Got a 6900XT on sale for about $700. At the time, it was easily $200-300 cheaper than a second hand 3090.
It's a really solid GPU, and I don't have to worry about NVIDIA's terrible Linux drivers and bloated+jank Windows drivers. Outside of raytracing performance, no huge problems, but even on NVIDIA, you need temporal upscaling to get good framerates with it enabled.
6650xt is very tempting right now but I'm concerned of the driver complaints and all other "QoL" that many claimed they had it better from Nvidia.
NVIDIA has more driver-side tweaks that you can do with older games (mainly DX9 and DX11 tweaks), but most of the complaints about AMD's drivers can really be boiled down to hardware that needs to be RMA'd. I ended up getting a faulty card from ASUS, and I had to get it RMA'd, eventually I got a working replacement (Don't even bother going through the retailer you bought the card from). Outside of VRR/FreeSync having weird black flicker problems with Microsoft Edge, I haven't really had a problem with their GPU drivers. There's definitely a problem with fanboys on online forums and Twitter/Reddit spouting misinformation with literally no sources cited. To me, that's the same as people saying "PC Gaming is expensive, a $2000 gaming PC gets outperformed by a console" last-gen, when that's blatantly nonsense unless they bought a crappy prebuilt from CyberpowerPC.
Radeon Software is a single driver suite for everything, while on NVIDIA, you need to download GeForce Experience and RTX Broadcast separately from NVIDIA's site (or just Broadcast if you download the drivers straight from NVIDIA). Radeon Software also doesn't require an account login (and internet connection) or telemetry/data-collection enabled to use. There's also the option of using RAM as a instant replay buffer, which is useful for when you don't want stuff constantly writing to your NVME (and thus reducing it's lifespan). On NVIDIA cards, you need to use a hilariously ancient RAMDisk software from ASUS, and then set the temporary files for Shadowplay to that drive in order to get similar functionality. NVIDIA Control Panel also takes forever to do literally anything, despite having the UI from a Windows XP program, it's actually sad when Electron web apps outperform that shitpile.
Buying a 6 year old GPU is apparently more expensive now than it was at new (GTX 960)
Yeah, those are old new stock, makes sense that they would be expensive. If you have the money, I'd recommend a 6650XT or 6700XT, due to the VRAM being higher (than any of the 16 series cards NVIDIA is still selling) and DirectStorage being supported, and those two things are going to be important with current-gen games. Buying a 16 series card is basically like buying into a dead-end ecosystem.
Although, if you ask me, Valve either needs to revive the Steam Machine concept, or AMD has to release a 6700XT equivalent GPU for $150. Otherwise, PC Gaming is going to stagnate due to NVIDIA's greed, and everyone else being complacent in the mess they (and Microsoft) made. I've given up on NVIDIA's GPU pricing (or drivers) or Windows becoming any better, I'm in the acceptance stage.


*What you should do*.
The answer should consist of each line from the data below that includes "Rigid".

*Data listing*.
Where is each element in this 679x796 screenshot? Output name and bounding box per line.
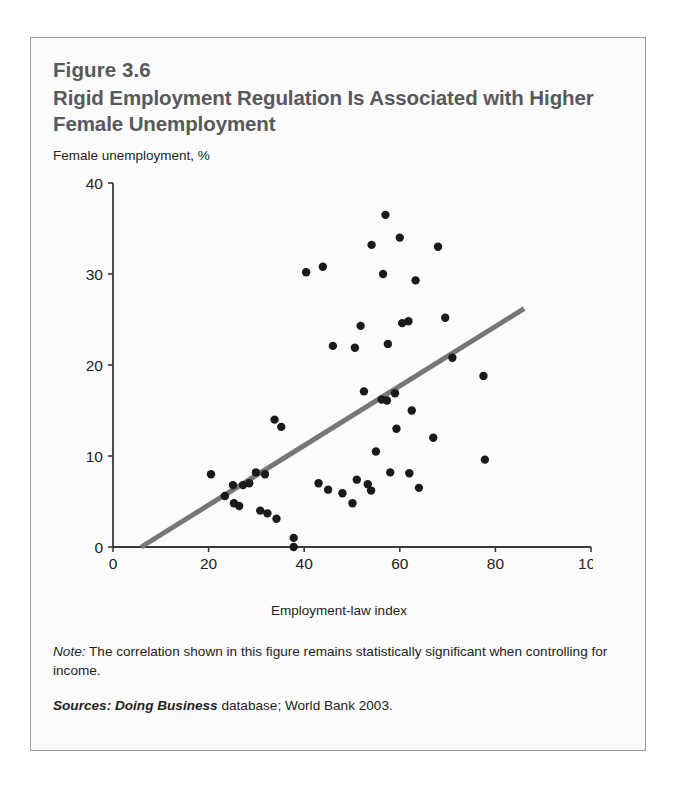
y-axis-tick-label: 10 bbox=[86, 448, 104, 465]
scatter-point bbox=[229, 481, 237, 489]
y-axis-tick-label: 0 bbox=[94, 539, 103, 556]
sources-publication: Doing Business bbox=[111, 698, 218, 713]
x-axis-tick-label: 60 bbox=[391, 555, 409, 571]
note-text: The correlation shown in this figure rem… bbox=[53, 644, 607, 678]
scatter-point bbox=[379, 270, 387, 278]
x-axis-tick-label: 0 bbox=[109, 555, 118, 571]
figure-sources: Sources: Doing Business database; World … bbox=[53, 696, 619, 715]
scatter-point bbox=[367, 241, 375, 249]
scatter-point bbox=[391, 389, 399, 397]
scatter-point bbox=[415, 484, 423, 492]
scatter-point bbox=[408, 406, 416, 414]
y-axis-tick-label: 40 bbox=[86, 175, 104, 192]
scatter-point bbox=[386, 468, 394, 476]
y-axis-tick-label: 30 bbox=[86, 266, 104, 283]
scatter-point bbox=[277, 423, 285, 431]
scatter-point bbox=[338, 489, 346, 497]
scatter-point bbox=[324, 485, 332, 493]
scatter-point bbox=[356, 322, 364, 330]
scatter-point bbox=[221, 492, 229, 500]
scatter-point bbox=[396, 233, 404, 241]
figure-note: Note: The correlation shown in this figu… bbox=[53, 642, 619, 680]
y-axis-title: Female unemployment, % bbox=[53, 148, 210, 163]
scatter-point bbox=[261, 470, 269, 478]
sources-label: Sources: bbox=[53, 698, 111, 713]
scatter-point bbox=[384, 340, 392, 348]
scatter-point bbox=[411, 276, 419, 284]
figure-number: Figure 3.6 bbox=[53, 58, 151, 82]
scatter-point bbox=[367, 486, 375, 494]
scatter-point bbox=[481, 455, 489, 463]
x-axis-tick-label: 80 bbox=[487, 555, 505, 571]
scatter-point bbox=[348, 499, 356, 507]
scatter-point bbox=[479, 372, 487, 380]
scatter-point bbox=[256, 506, 264, 514]
x-axis-title: Employment-law index bbox=[31, 603, 647, 618]
scatter-point bbox=[448, 354, 456, 362]
scatter-point bbox=[270, 415, 278, 423]
plot-svg: 010203040020406080100 bbox=[53, 171, 593, 571]
figure-content: Figure 3.6 Rigid Employment Regulation I… bbox=[31, 38, 645, 750]
scatter-point bbox=[429, 434, 437, 442]
scatter-point bbox=[360, 387, 368, 395]
x-axis-tick-label: 100 bbox=[578, 555, 593, 571]
x-axis-tick-label: 40 bbox=[296, 555, 314, 571]
scatter-point bbox=[383, 396, 391, 404]
scatter-point bbox=[392, 425, 400, 433]
scatter-point bbox=[404, 317, 412, 325]
scatter-point bbox=[351, 344, 359, 352]
scatter-plot: 010203040020406080100 bbox=[53, 171, 593, 571]
sources-text: database; World Bank 2003. bbox=[218, 698, 393, 713]
scatter-point bbox=[235, 502, 243, 510]
scatter-point bbox=[353, 475, 361, 483]
x-axis-tick-label: 20 bbox=[200, 555, 218, 571]
scatter-point bbox=[263, 509, 271, 517]
scatter-point bbox=[289, 543, 297, 551]
scatter-point bbox=[207, 470, 215, 478]
scatter-point bbox=[302, 268, 310, 276]
figure-title: Rigid Employment Regulation Is Associate… bbox=[53, 85, 623, 137]
scatter-point bbox=[314, 479, 322, 487]
note-label: Note: bbox=[53, 644, 86, 659]
scatter-point bbox=[441, 313, 449, 321]
scatter-point bbox=[372, 447, 380, 455]
scatter-point bbox=[245, 479, 253, 487]
scatter-point bbox=[329, 342, 337, 350]
scatter-point bbox=[405, 469, 413, 477]
scatter-point bbox=[289, 534, 297, 542]
scatter-point bbox=[434, 243, 442, 251]
scatter-point bbox=[272, 515, 280, 523]
scatter-point bbox=[252, 468, 260, 476]
scatter-point bbox=[319, 263, 327, 271]
y-axis-tick-label: 20 bbox=[86, 357, 104, 374]
figure-card: Figure 3.6 Rigid Employment Regulation I… bbox=[30, 37, 646, 751]
scatter-point bbox=[381, 211, 389, 219]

*Problem solution*.
figure-content: Figure 3.6 Rigid Employment Regulation I… bbox=[31, 38, 645, 750]
figure-title: Rigid Employment Regulation Is Associate… bbox=[53, 85, 623, 137]
figure-card: Figure 3.6 Rigid Employment Regulation I… bbox=[30, 37, 646, 751]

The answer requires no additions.